နေကောင်းလား? (naykaungglarr?)
Good Night
gute Nacht
ကောင်းသောညပါ (kaunggsawnyapar)
Good Evening
guten Abend
မင်္ဂလာညနေခင်းပါ (main g lar nyanayhkainn par)
Good Afternoon
guten Tag
မင်္ဂလာနေ့လည်ခင်းပါ (main g lar naelaihkainn par)
Good Morning
guten Morgen
မင်္ဂလာနံနက်ခင်းပါ (main g lar nannaathkainnpar)
Please
bitte
ကျေးဇူးပြု (kyaayyjuupyu)
Sorry
Verzeihung
တောင်းပန်ပါတယ် (taunggpaanpartaal)
Bye
Tschüs
နုတ်ဆက်ပါတယ် (notesaatpartaal)
I Love You
Ich liebe dich
မင်းကိုချစ်တယ် (mainnkohkyittaal)
Excuse Me
Entschuldigung
ဆင်ခြေဆင်လက် ငါ့ကိုအ (Sainhkyaysainlaat ngarko a)
Dialect 1
Swiss German
Arakanese
Where They Speak
Switzerland
Bangladesh, India, Myanmar
Dialect 2
Swabian German
Tavoyan
Where They Speak
Germany
Myanmar
Dialect 3
Texas German
Intha
Where They Speak
Texas
Burma
Native Name
Deutsch
ဗမာစကား (bama saka)
Alternative Names
Deutsch, Tedesco
Bama, Bamachaka, Myanmar, Myen, myanma bhasa
French Name
allemand
birman
German Name
Deutsch
Birmanisch
Pronunciation
[ˈdɔʏtʃ]
Not Available
Ethnicity
Germans
Bamar people
Origin
6th Century AD
1113 AD
Language Family
Indo-European Family
Sino-Tibetan Family
Subgroup
Germanic
Tibeto-Burman
Branch
Western
Not Available
Early Forms
No early forms
Old Burmese, Middle Burmese, Burmese
Standard Forms
German Standard German, Swiss Standard German and Austrian Standard German
Modern Burmese
Signed Forms
Signed German
Burmese sign language
Scope
Individual
Individual
ISO 639 6
deus
Not Available
Glottocode
high1287, uppe1397
sout3159
Linguasphere
52-ACB–dl & -dm
No data available
Language Type
Living
Living
Language Linguistic Typology
Subject-Object-Verb, Subject-Verb-Object
Subject-Object-Verb
Language Morphological Typology
Fusional, Synthetic
Analytic, Isolating
German and Burmese Greetings
People around the world use different languages to interact with each other. Even if we cannot communicate fluently in any language, it will always be beneficial to know about some of the common greetings or phrases from that language. This is where German and Burmese greetings helps you to understand basic phrases in German and Burmese language. German word for "Hello" is hallo or Burmese word for "Thank You" is ကျေးဇူးတင်ပါသည် (kyaayyjuutainparsai). Find more of such common German Greetings and Burmese Greetings. These greetings will help you to be more confident when conversing with natives that speak these languages.

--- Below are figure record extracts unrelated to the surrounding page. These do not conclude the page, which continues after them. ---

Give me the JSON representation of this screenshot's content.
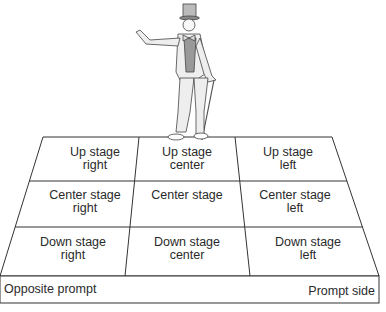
{
  "diagram": {
    "grid": [
      [
        "Up stage right",
        "Up stage center",
        "Up stage left"
      ],
      [
        "Center stage right",
        "Center stage",
        "Center stage left"
      ],
      [
        "Down stage right",
        "Down stage center",
        "Down stage left"
      ]
    ],
    "cells": {
      "usr": {
        "l1": "Up stage",
        "l2": "right"
      },
      "usc": {
        "l1": "Up stage",
        "l2": "center"
      },
      "usl": {
        "l1": "Up stage",
        "l2": "left"
      },
      "csr": {
        "l1": "Center stage",
        "l2": "right"
      },
      "cs": {
        "l1": "Center stage",
        "l2": ""
      },
      "csl": {
        "l1": "Center stage",
        "l2": "left"
      },
      "dsr": {
        "l1": "Down stage",
        "l2": "right"
      },
      "dsc": {
        "l1": "Down stage",
        "l2": "center"
      },
      "dsl": {
        "l1": "Down stage",
        "l2": "left"
      }
    },
    "front_left": "Opposite prompt",
    "front_right": "Prompt side",
    "figure": "actor in top hat with cane"
  }
}
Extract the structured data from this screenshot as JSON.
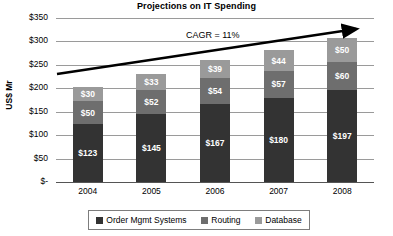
{
  "chart_data": {
    "type": "bar",
    "stacked": true,
    "title": "Projections on IT Spending",
    "xlabel": "",
    "ylabel": "US$ Mr",
    "categories": [
      "2004",
      "2005",
      "2006",
      "2007",
      "2008"
    ],
    "ytick_labels": [
      "$350",
      "$300",
      "$250",
      "$200",
      "$150",
      "$100",
      "$50",
      "$-"
    ],
    "ytick_values": [
      350,
      300,
      250,
      200,
      150,
      100,
      50,
      0
    ],
    "ylim": [
      0,
      350
    ],
    "grid": true,
    "legend_position": "bottom",
    "series": [
      {
        "name": "Order Mgmt Systems",
        "color": "#333333",
        "values": [
          123,
          145,
          167,
          180,
          197
        ],
        "labels": [
          "$123",
          "$145",
          "$167",
          "$180",
          "$197"
        ]
      },
      {
        "name": "Routing",
        "color": "#6e6e6e",
        "values": [
          50,
          52,
          54,
          57,
          60
        ],
        "labels": [
          "$50",
          "$52",
          "$54",
          "$57",
          "$60"
        ]
      },
      {
        "name": "Database",
        "color": "#9a9a9a",
        "values": [
          30,
          33,
          39,
          44,
          50
        ],
        "labels": [
          "$30",
          "$33",
          "$39",
          "$44",
          "$50"
        ]
      }
    ],
    "annotations": [
      {
        "name": "cagr-annotation",
        "text": "CAGR = 11%"
      }
    ],
    "totals": [
      203,
      230,
      260,
      281,
      307
    ]
  }
}
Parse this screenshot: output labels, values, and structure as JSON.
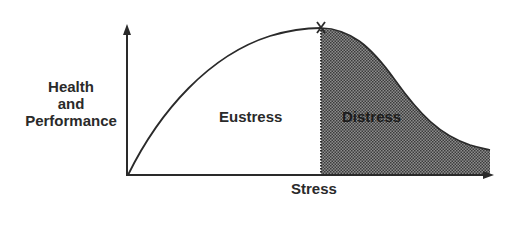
{
  "diagram": {
    "type": "stress-performance-curve",
    "y_axis": {
      "label_lines": [
        "Health",
        "and",
        "Performance"
      ]
    },
    "x_axis": {
      "label": "Stress"
    },
    "regions": [
      {
        "name": "eustress",
        "label": "Eustress",
        "fill": "#ffffff"
      },
      {
        "name": "distress",
        "label": "Distress",
        "fill": "#6e6e6e",
        "pattern": "dotted-halftone"
      }
    ],
    "peak_marker": {
      "glyph": "X"
    },
    "colors": {
      "line": "#2a2a2a",
      "shade_dark": "#4a4a4a",
      "shade_light": "#9a9a9a",
      "background": "#ffffff"
    }
  }
}
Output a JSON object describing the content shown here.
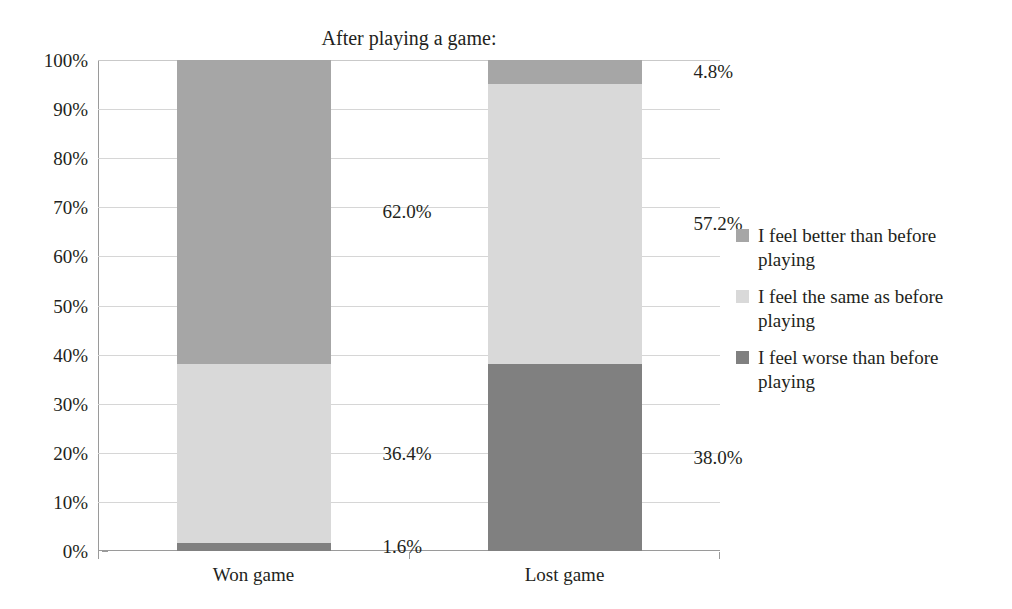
{
  "chart_data": {
    "type": "bar",
    "subtype": "stacked-bar-100pct",
    "title": "After playing a game:",
    "xlabel": "",
    "ylabel": "",
    "ylim": [
      0,
      100
    ],
    "ytick_labels": [
      "0%",
      "10%",
      "20%",
      "30%",
      "40%",
      "50%",
      "60%",
      "70%",
      "80%",
      "90%",
      "100%"
    ],
    "ytick_values": [
      0,
      10,
      20,
      30,
      40,
      50,
      60,
      70,
      80,
      90,
      100
    ],
    "grid": true,
    "legend_position": "right",
    "categories": [
      "Won game",
      "Lost game"
    ],
    "series": [
      {
        "name": "I feel worse than before playing",
        "color": "#808080",
        "values": [
          1.6,
          38.0
        ],
        "labels": [
          "1.6%",
          "38.0%"
        ]
      },
      {
        "name": "I feel the same as before playing",
        "color": "#d9d9d9",
        "values": [
          36.4,
          57.2
        ],
        "labels": [
          "36.4%",
          "57.2%"
        ]
      },
      {
        "name": "I feel better than before playing",
        "color": "#a6a6a6",
        "values": [
          62.0,
          4.8
        ],
        "labels": [
          "62.0%",
          "4.8%"
        ]
      }
    ],
    "legend_entries": [
      {
        "label": "I feel better than before playing",
        "color": "#a6a6a6"
      },
      {
        "label": "I feel the same as before playing",
        "color": "#d9d9d9"
      },
      {
        "label": "I feel worse than before playing",
        "color": "#808080"
      }
    ],
    "data_labels": [
      {
        "text": "62.0%",
        "category": "Won game",
        "series": "I feel better than before playing"
      },
      {
        "text": "36.4%",
        "category": "Won game",
        "series": "I feel the same as before playing"
      },
      {
        "text": "1.6%",
        "category": "Won game",
        "series": "I feel worse than before playing"
      },
      {
        "text": "4.8%",
        "category": "Lost game",
        "series": "I feel better than before playing"
      },
      {
        "text": "57.2%",
        "category": "Lost game",
        "series": "I feel the same as before playing"
      },
      {
        "text": "38.0%",
        "category": "Lost game",
        "series": "I feel worse than before playing"
      }
    ]
  }
}
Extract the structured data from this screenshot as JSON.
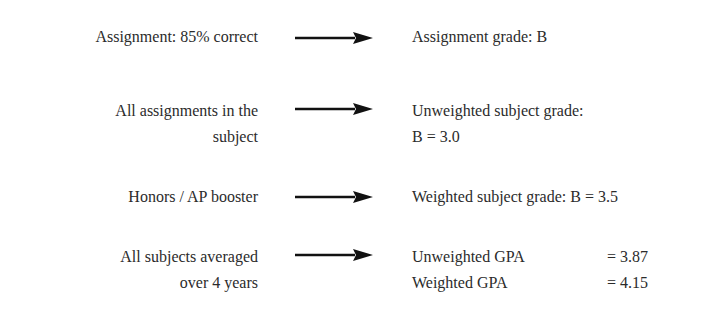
{
  "rows": [
    {
      "input": [
        "Assignment: 85% correct"
      ],
      "output": [
        "Assignment grade: B"
      ]
    },
    {
      "input": [
        "All assignments in the",
        "subject"
      ],
      "output": [
        "Unweighted subject grade:",
        "B = 3.0"
      ]
    },
    {
      "input": [
        "Honors / AP booster"
      ],
      "output": [
        "Weighted subject grade: B = 3.5"
      ]
    },
    {
      "input": [
        "All subjects averaged",
        "over 4 years"
      ],
      "output_gpa": [
        {
          "label": "Unweighted GPA",
          "value": "= 3.87"
        },
        {
          "label": "Weighted GPA",
          "value": "= 4.15"
        }
      ]
    }
  ],
  "colors": {
    "text": "#2b2b2b",
    "arrow": "#111111",
    "background": "#ffffff"
  },
  "icons": {
    "arrow": "right-arrow-icon"
  }
}
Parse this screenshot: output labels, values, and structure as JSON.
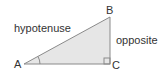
{
  "diagram": {
    "type": "right-triangle",
    "vertices": {
      "A": {
        "label": "A"
      },
      "B": {
        "label": "B"
      },
      "C": {
        "label": "C"
      }
    },
    "sides": {
      "hypotenuse": {
        "label": "hypotenuse",
        "from": "A",
        "to": "B"
      },
      "opposite": {
        "label": "opposite",
        "from": "B",
        "to": "C"
      }
    },
    "right_angle_at": "C",
    "marked_angle_at": "A",
    "colors": {
      "fill": "#e6e6e6",
      "stroke": "#8a8a8a",
      "text": "#333333"
    }
  }
}
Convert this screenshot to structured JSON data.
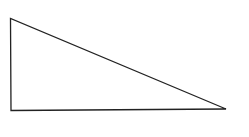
{
  "diagram": {
    "shape": "right-triangle",
    "stroke_color": "#222222",
    "fill_color": "#ffffff",
    "stroke_width": 1.3,
    "vertices": {
      "top": [
        10.5,
        18.5
      ],
      "bottom_left": [
        11,
        110.5
      ],
      "bottom_right": [
        226,
        109
      ]
    },
    "points": "10.5,18.5 11,110.5 226,109"
  }
}
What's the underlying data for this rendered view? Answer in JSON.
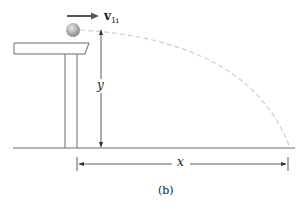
{
  "figure": {
    "velocity_label": "v",
    "velocity_subscript": "1i",
    "height_label": "y",
    "distance_label": "x",
    "caption": "(b)"
  },
  "colors": {
    "line": "#6b6b6b",
    "trajectory": "#cfcfcf",
    "ball": "#9a9a9a",
    "arrow": "#555555"
  }
}
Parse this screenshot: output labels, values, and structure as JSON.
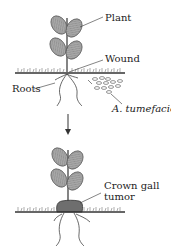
{
  "diagram": {
    "type": "biology-process",
    "stage1": {
      "labels": {
        "plant": "Plant",
        "wound": "Wound",
        "roots": "Roots",
        "bacteria": "A. tumefaciens"
      }
    },
    "arrow": {
      "direction": "down"
    },
    "stage2": {
      "labels": {
        "gall_line1": "Crown gall",
        "gall_line2": "tumor"
      }
    },
    "colors": {
      "leaf_fill": "#9a9a9a",
      "leaf_stroke": "#555555",
      "soil_line": "#333333",
      "grass": "#8a8a8a",
      "gall_fill": "#6e6e6e",
      "text": "#222222"
    }
  }
}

German vs Burmese Difficulty
The German vs Burmese difficulty level basically depends on the number of German Alphabets and Burmese Alphabets. Also the number of vowels and consonants in the language plays an important role in deciding the difficulty level of that language. The important points to be considered when we compare German and Burmese are the origin, speaking countries, language family, different greetings, speaking population of these languages. Want to know in German and Burmese, which language is harder to learn? Time required to learn German is 30 weeks while to learn Burmese time required is 44 weeks.